Holy fuck, the Mercury's got it right. We're here at the top of the list with what our staff voted as the best record of 2013 and it's the one that won the Mercury Prize. We didn't see this coming, but when James Blake makes music as good as he does, was this ever really a surprise?


That's that then.
See you in the right year!

Wednesday 22 January 2014

Albums of 2013: Part Two

So this is it. This is the antithesis of what we should be doing as a music site. That's probably the worst way to start any post ever, but when we're less than 10 days away from February and only just finishing our records of the year from the year prior; we have to put our hands up and say it.

We're going to do better for you some time, we promise. There's change coming, we'll inform you all about it soon.

In the mean time, here's the biggest and best rundown we can muster whilst we're on hiatus.

39. Connan Mockasin - Caramel



38. Matthew E White - Big Inner
Stream here


37. Deafheaven - Sunbather
Stream here


36. The Men - New Moon


35. Sigur Ros - Kveikur
"In recent years, viking funerals in which the deceased is sent out to sea on a burning pyre have somewhat decreased in popularity. However, if a standard cremation simply isn't your thing, Sigur Ros' latest release 'Kveikur' will serve as the perfect soundtrack." Lewis Shaw ()


34. Kavinsky - Outrun
I (Braden) maintain that if Daft Punk had made a concept album with the amount of power Kavisnky pushes in Outrun and then whacked their collaborators in there, we'd all be heralding it as one of the albums of the decade; but it wasn't to be. Luckily, Kavinsky made this record anyway.
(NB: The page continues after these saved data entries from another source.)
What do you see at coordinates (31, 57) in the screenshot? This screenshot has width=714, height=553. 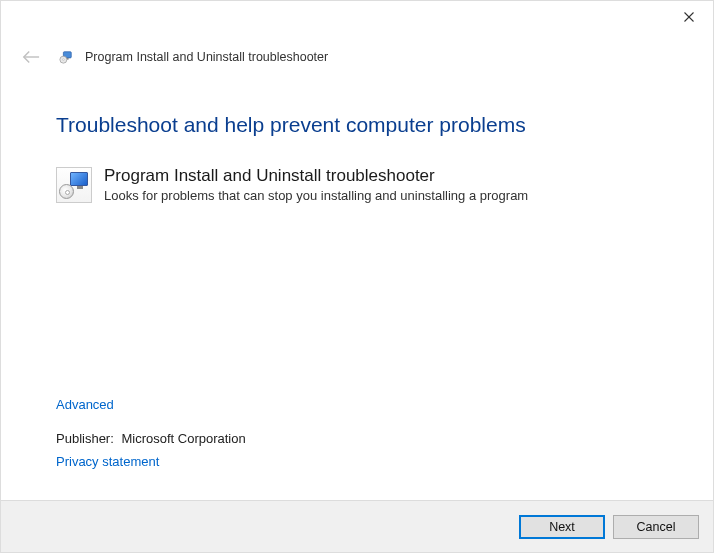 I see `back-button` at bounding box center [31, 57].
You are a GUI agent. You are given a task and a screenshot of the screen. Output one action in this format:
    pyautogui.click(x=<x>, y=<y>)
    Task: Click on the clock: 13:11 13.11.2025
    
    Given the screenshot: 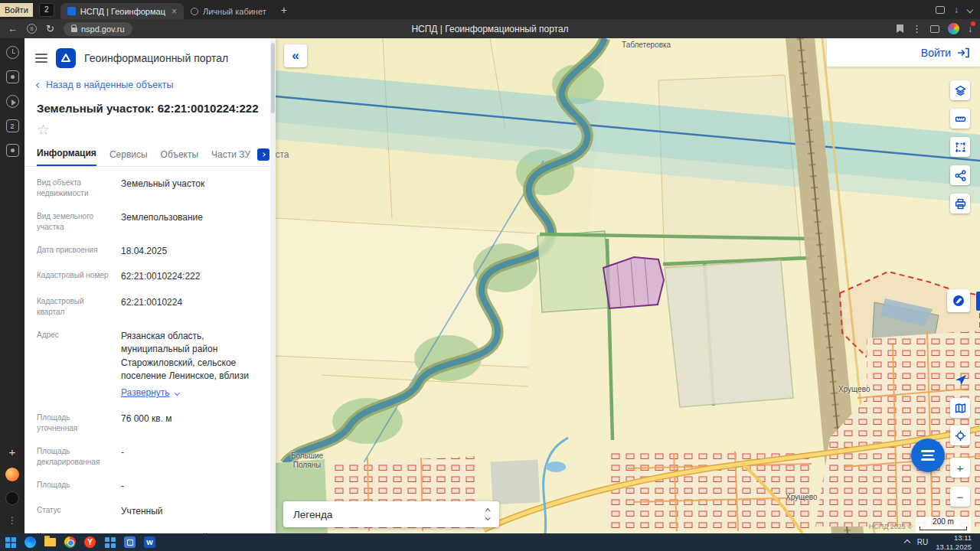 What is the action you would take?
    pyautogui.click(x=954, y=542)
    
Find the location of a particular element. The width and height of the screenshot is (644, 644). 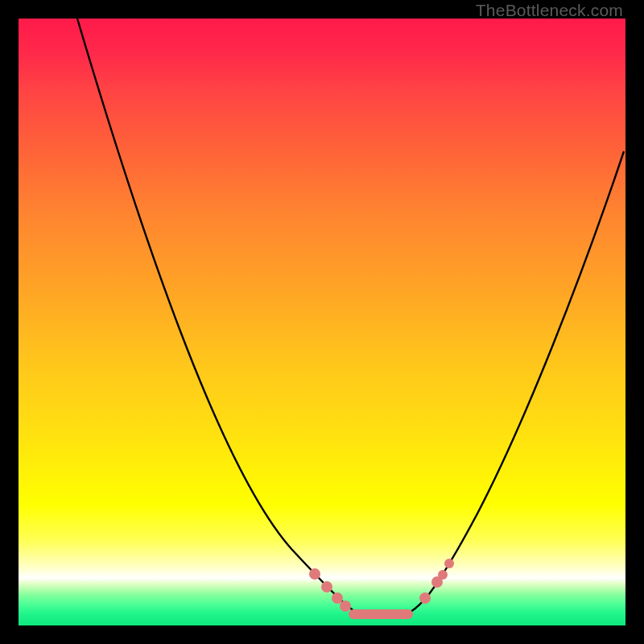

watermark-text: TheBottleneck.com is located at coordinates (549, 10).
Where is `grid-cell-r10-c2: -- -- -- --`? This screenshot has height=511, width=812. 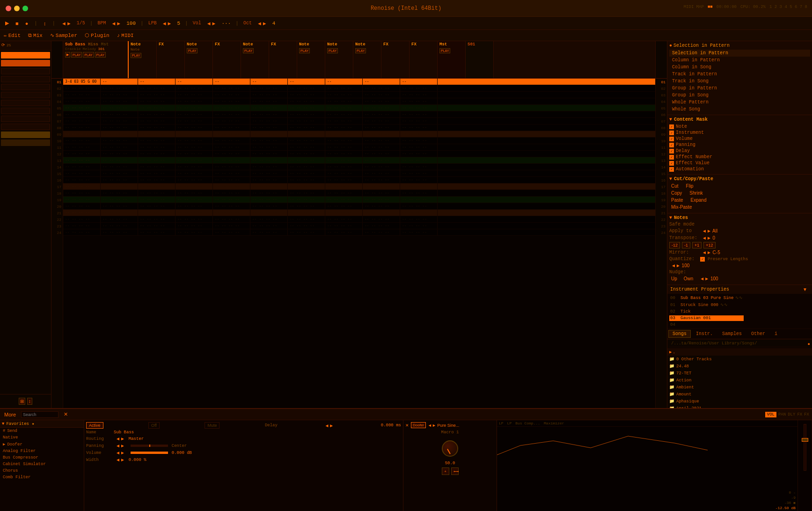 grid-cell-r10-c2: -- -- -- -- is located at coordinates (157, 140).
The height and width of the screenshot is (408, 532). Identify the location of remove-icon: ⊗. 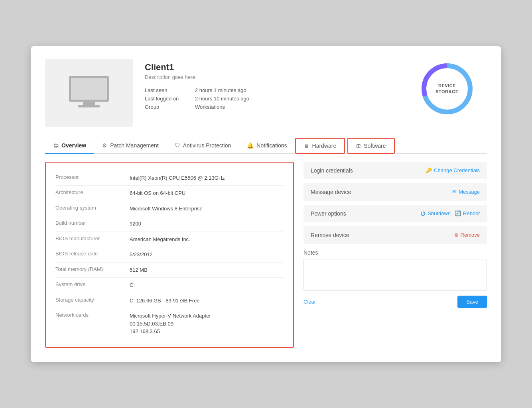
(456, 235).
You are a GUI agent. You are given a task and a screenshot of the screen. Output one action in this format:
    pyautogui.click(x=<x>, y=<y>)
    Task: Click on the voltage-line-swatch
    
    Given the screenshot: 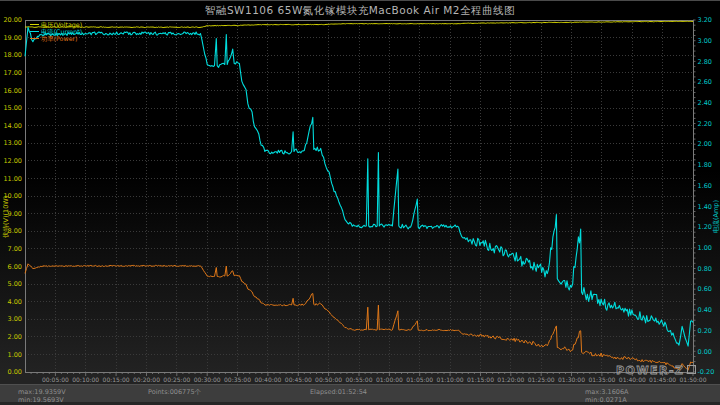 What is the action you would take?
    pyautogui.click(x=34, y=24)
    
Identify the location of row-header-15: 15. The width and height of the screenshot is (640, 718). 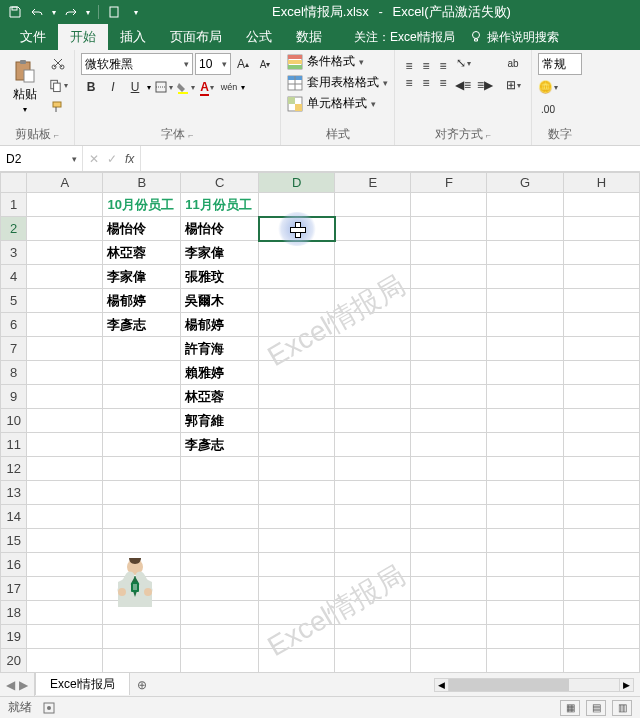
(14, 541).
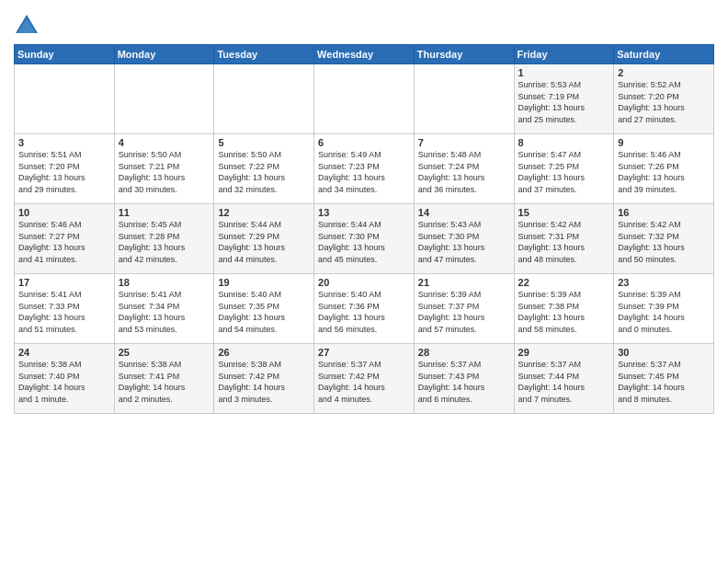 Image resolution: width=728 pixels, height=563 pixels. I want to click on day-cell: 7Sunrise: 5:48 AM Sunset: 7:24 PM Daylig…, so click(463, 169).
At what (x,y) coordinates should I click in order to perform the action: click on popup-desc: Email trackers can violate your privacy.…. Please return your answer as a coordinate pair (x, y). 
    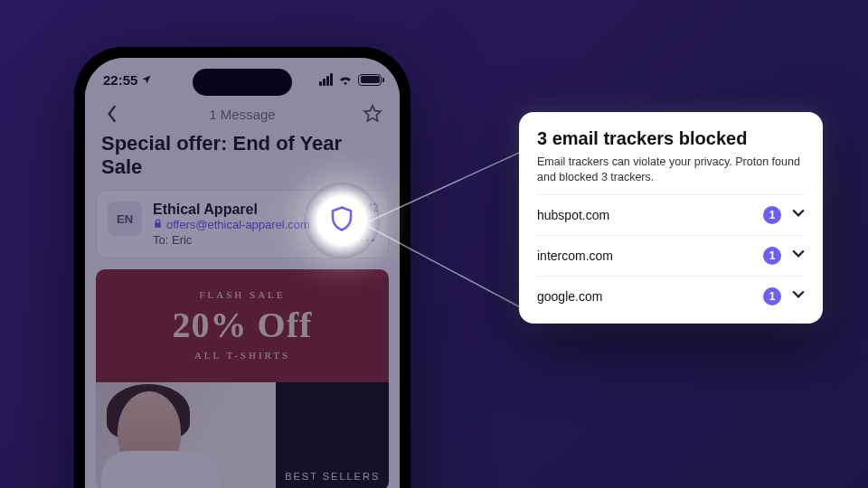
    Looking at the image, I should click on (671, 170).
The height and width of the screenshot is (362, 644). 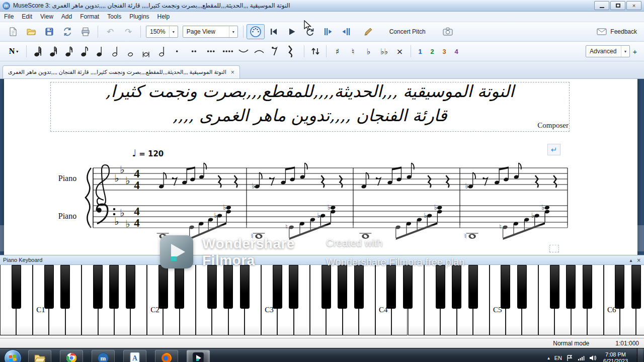 I want to click on black-key-As2, so click(x=245, y=287).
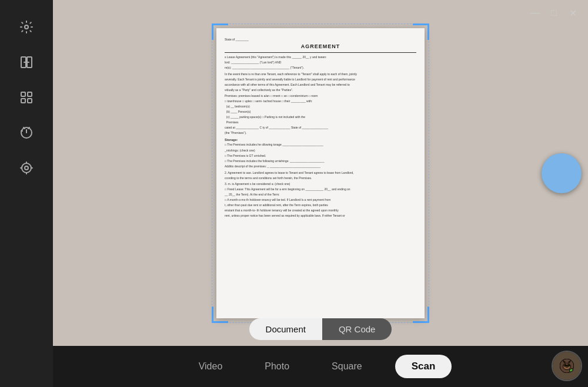 Image resolution: width=588 pixels, height=387 pixels. I want to click on doc-agree-1: 2. Agreement to ase. Landlord agrees to …, so click(320, 173).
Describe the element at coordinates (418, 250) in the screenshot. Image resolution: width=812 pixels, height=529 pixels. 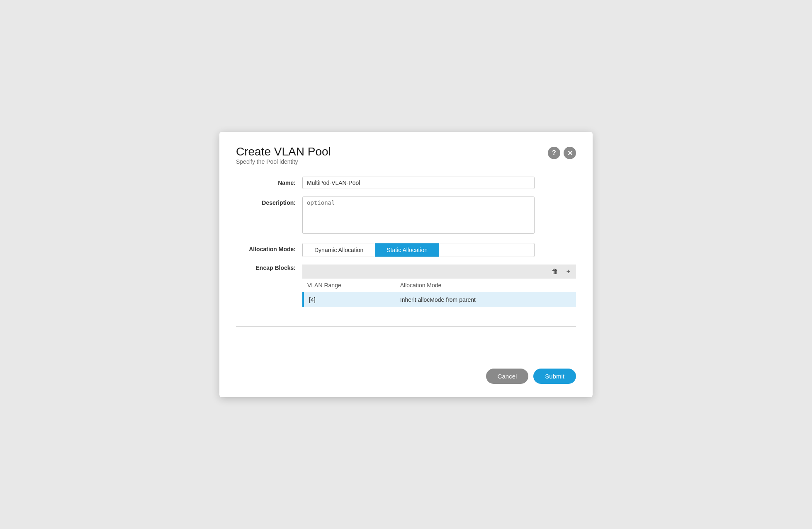
I see `allocation-toggle: Dynamic Allocation Static Allocation` at that location.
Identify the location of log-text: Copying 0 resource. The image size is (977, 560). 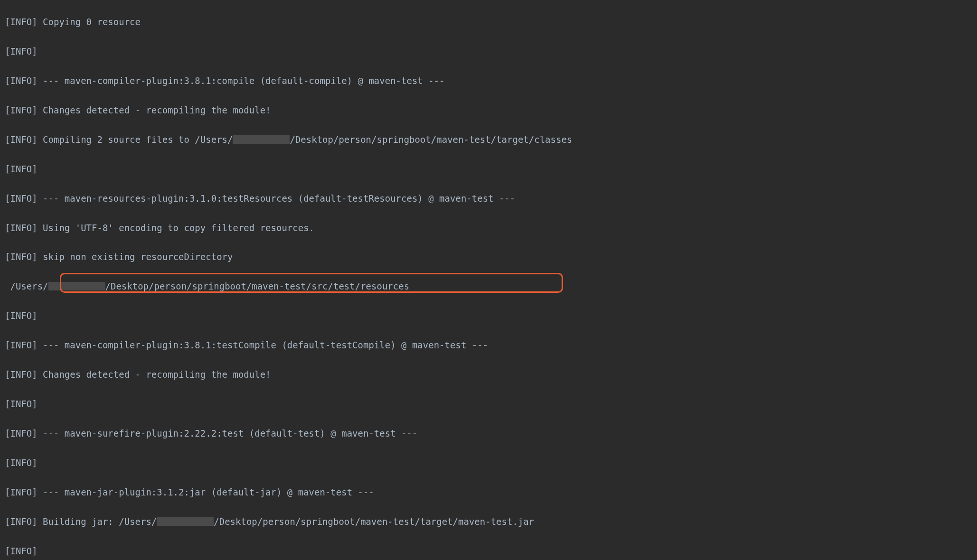
(92, 22).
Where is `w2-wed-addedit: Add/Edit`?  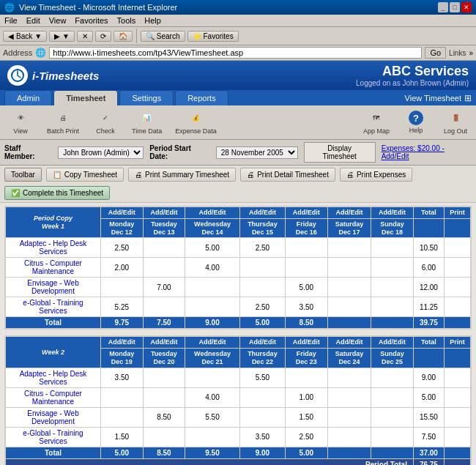 w2-wed-addedit: Add/Edit is located at coordinates (212, 343).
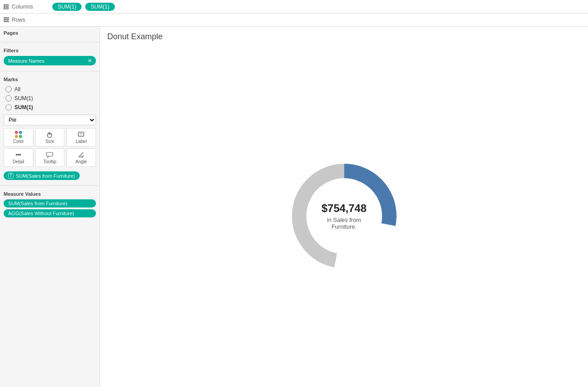 Image resolution: width=588 pixels, height=387 pixels. Describe the element at coordinates (18, 142) in the screenshot. I see `marks-color-label: Color` at that location.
33. The Haxan Cloak - Excavation


32. Janele Monae - The Electric Lady


31. The Pastels - Slow Summits


30. Deerhunter - Monomania


29. Volcano Choir - Repave



28. Blue Hawaii - Untogether 




27. Drenge - Drenge




26. Candy Claws - Ceres And Calypso 




25. Daft Punk - Random Access Memories 



24. My Bloody Valentine - m b v


23. Frightened Rabbit - Pedestrian Verse 




22. John Grant - Pale Green Ghosts 



21. Charli XCX - True Romance 


Tycho - Montana




We've been fans of Tycho for a long time here at Sound Influx since his breakout record 'Dive' in 2011, a beautifully lush album that takes you to a whole other place.

New track Montana is more of the same, cascading beautiful synth harmonics and tender guitars lay at it's heart building majestically into something rousing and damn-right inspiring. His new record is set for release on the impeccable Ghostly International on March 17th and looks set to take Tycho's elegant textures to the next level.